As evidence for the oscillation toward the first of the two positions above, consider that in dealing with Gödel’s closed-time universe or (p.157), or with Barbour’s “end of time” in quantum gravity (p. 160) – which are “bad news” for his metaphysical inclinations – he writes that physical time and metaphysical time are to be regarded as distinct or independent of each other, as measures and thing measured are (the reference to Newton, the other hero of the book beside Lorentz, is obvious). Since Craig assumes that only an outmoded verificationism could identify physical time with metaphysical time (p. 160-162, p. 170), for him the abandonment of positivism automatically entails the independence of metaphysics from physics. Given this independence, however, why worry about physics at all and write a book on the metaphysics of relativity? Furthermore, Craig seems to tacitly assume that the domain of metaphysics is shut for the physicist or the philosopher of physics, as only theologians can tread it. However, an overcoming of positivism is compatible with a physicalist metaphysics, or with the claim that there’s nothing but physical systems out there.
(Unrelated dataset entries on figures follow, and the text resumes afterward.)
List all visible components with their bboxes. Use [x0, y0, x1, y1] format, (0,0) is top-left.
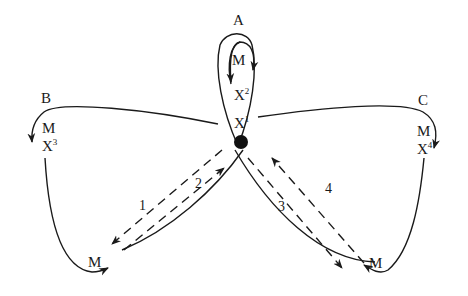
center-x-text: X: [234, 115, 245, 131]
dashed-path-4: [272, 158, 364, 263]
dashed-path-1: [112, 150, 222, 244]
arc-center-to-c: [258, 106, 436, 148]
node-c-x-label: X4: [417, 142, 432, 157]
path-2-label: 2: [195, 177, 202, 191]
node-b-label: B: [41, 91, 51, 106]
bottom-right-m-label: M: [369, 256, 382, 271]
arc-center-to-b: [32, 107, 218, 142]
node-a-label: A: [233, 13, 244, 28]
path-3-label: 3: [278, 200, 285, 214]
node-a-x-text: X: [234, 87, 245, 103]
node-b-x-text: X: [42, 138, 53, 154]
node-c-x-text: X: [417, 141, 428, 157]
path-4-label: 4: [325, 182, 332, 196]
center-node-dot: [234, 135, 248, 149]
node-c-label: C: [418, 93, 428, 108]
path-1-label: 1: [139, 199, 146, 213]
node-a-x-label: X2: [234, 88, 249, 103]
node-b-m-label: M: [42, 121, 55, 136]
center-x-label: X1: [234, 116, 249, 131]
node-a-m-label: M: [232, 53, 245, 68]
line-x1-to-bottom-right: [235, 150, 375, 262]
node-c-m-label: M: [417, 124, 430, 139]
node-b-x-label: X3: [42, 139, 57, 154]
diagram-canvas: [0, 0, 468, 296]
center-x-sup: 1: [245, 114, 250, 124]
node-b-x-sup: 3: [53, 137, 58, 147]
node-c-x-sup: 4: [428, 140, 433, 150]
bottom-left-m-label: M: [88, 255, 101, 270]
dashed-path-3: [248, 158, 342, 268]
node-a-x-sup: 2: [245, 86, 250, 96]
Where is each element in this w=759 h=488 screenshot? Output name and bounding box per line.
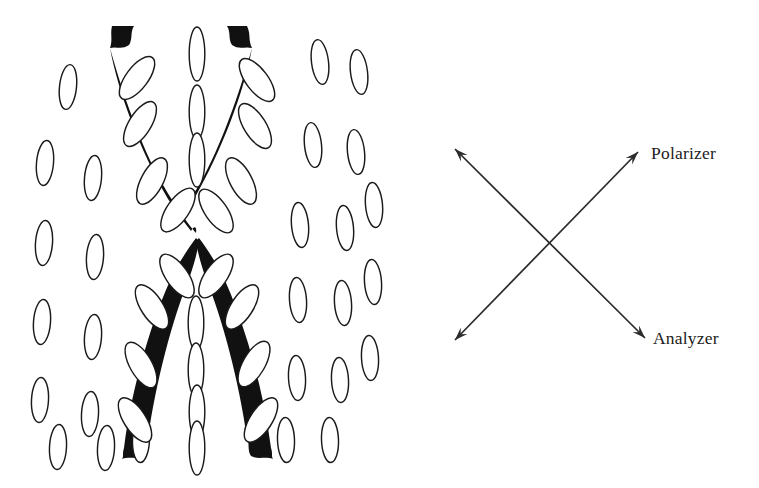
director-ellipse-center [188,296,204,350]
figure-background [0,0,759,488]
director-ellipse-center [189,27,205,81]
figure-root: Polarizer Analyzer [0,0,759,488]
director-ellipse-center [189,133,205,187]
analyzer-label: Analyzer [653,328,719,348]
director-ellipse-center [189,421,205,475]
director-ellipse-center [189,85,205,139]
polarizer-label: Polarizer [651,143,716,163]
liquid-crystal-figure: Polarizer Analyzer [0,0,759,488]
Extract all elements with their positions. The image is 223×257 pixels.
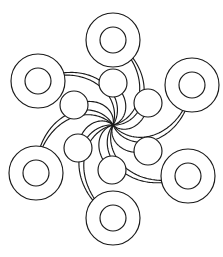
ring-lower-right-inner-circle [175, 163, 201, 189]
ring-bottom-inner-circle [100, 205, 126, 231]
ring-lower-right[interactable] [161, 149, 215, 203]
diagram-canvas [0, 0, 223, 257]
radial-pinwheel-diagram [0, 0, 223, 257]
center-hub-layer [111, 123, 114, 126]
center-hub-dot [111, 123, 114, 126]
ring-upper-left[interactable] [11, 54, 65, 108]
ring-upper-right[interactable] [165, 58, 219, 112]
node-right-lower[interactable] [134, 137, 162, 165]
node-right-upper[interactable] [134, 89, 162, 117]
ring-top[interactable] [86, 13, 140, 67]
node-left-upper[interactable] [60, 91, 88, 119]
ring-bottom[interactable] [86, 191, 140, 245]
ring-upper-left-inner-circle [25, 68, 51, 94]
node-left-lower[interactable] [64, 134, 92, 162]
ring-top-inner-circle [100, 27, 126, 53]
ring-lower-left-inner-circle [23, 160, 49, 186]
ring-lower-left[interactable] [9, 146, 63, 200]
node-upper-mid[interactable] [99, 69, 127, 97]
ring-upper-right-inner-circle [179, 72, 205, 98]
node-lower-mid[interactable] [98, 156, 126, 184]
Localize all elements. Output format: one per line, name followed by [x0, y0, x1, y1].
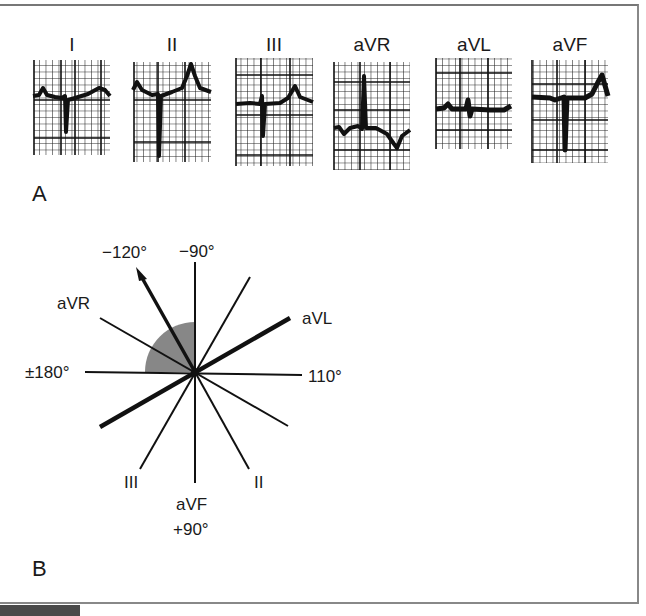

Coming now to the oscillation toward the second position, the last chapter is meant to support the A theory of time and the existence of a privileged frame with empirical arguments, essentially given by the contingent existence of cosmic time in certain symmetrical cosmological models of the universe and by highly controversial issues coming from quantum non-locality, stressed by Maudlin and others.th The evidence for a connection between a neo-Lorentzian interpretation of special relativity and the existence of cosmic time, however, is very thin, except for the fact that they both would make a more hospitable environment for global becoming, by him questionably regarded as evidence for the temporality of God. To theological speculations of this sort, we could reply by recalling Laplace’s answer to Napoleon, asking him about the role of God in physics: “Sire, je n’ai pas eu besoin de cette hypothese!”.

In conclusion, by focusing on my criticism, I feel I have not done justice to the scope of this book and to the interesting proposal of reconsidering, in the wake of Bell, a neo-Lorentzian interpretation of relativity as a possible path that future physics could take. At the moment, an addition to the standard structure of Minkowski spacetime a privileged but undetectable frame of absolute rest per se would not contradict Einstein’s theory, but should be regarded as superfluous for the physical description of the world. Is evidence coming from quantum physics sufficient to reverse this judgment? We should be thankful to the author both for having stressed this important, still unanswered question and for having reminded us that trying to establish the compatibility of the scientific image of time with its manifest image is one of the most important tasks of contemporary philosophy of physics.

References


Balashov, Y. and Janssen M. (2002), Presentism and Relativity, http:/philsci-archive.pitt.edu, forthcoming in British Journal for the Philosophy of Science.

Dorato, M. (2002a), Kant, Gödel and Relativity, in P. Gardenfors, K. Kijania-Placek and J. Wolenski (eds.), Proceedings of the Invited Papers of the 11 International Congress of the Logic Methodology and Philosophy of Science, Synthese Library, Kluwer, Dordrecht, pp.329-346.

_____(2002b), On Becoming, Cosmic Time and Rotating Universes, in C. Callender (ed.) Time, Reality and Experience, Proceedings of the Royal Institute of Philosophy Conference for 2000, Cambridge University Press, Cambridge, pp. 253-276.

Stein H. (1991): “On Relativity Theory and Openness of the Future”, Philosophy of Science 58, pp. 147–167




1 I thank Yuri Balashov and Wayne Myrvold for having provided helpful suggestions at the speed of light!

th On the alledged empirical equivalence between the neolorentzian and the spacetime interpretation (ch. 9) have already magisterially focused Balashov and Janssen (2002).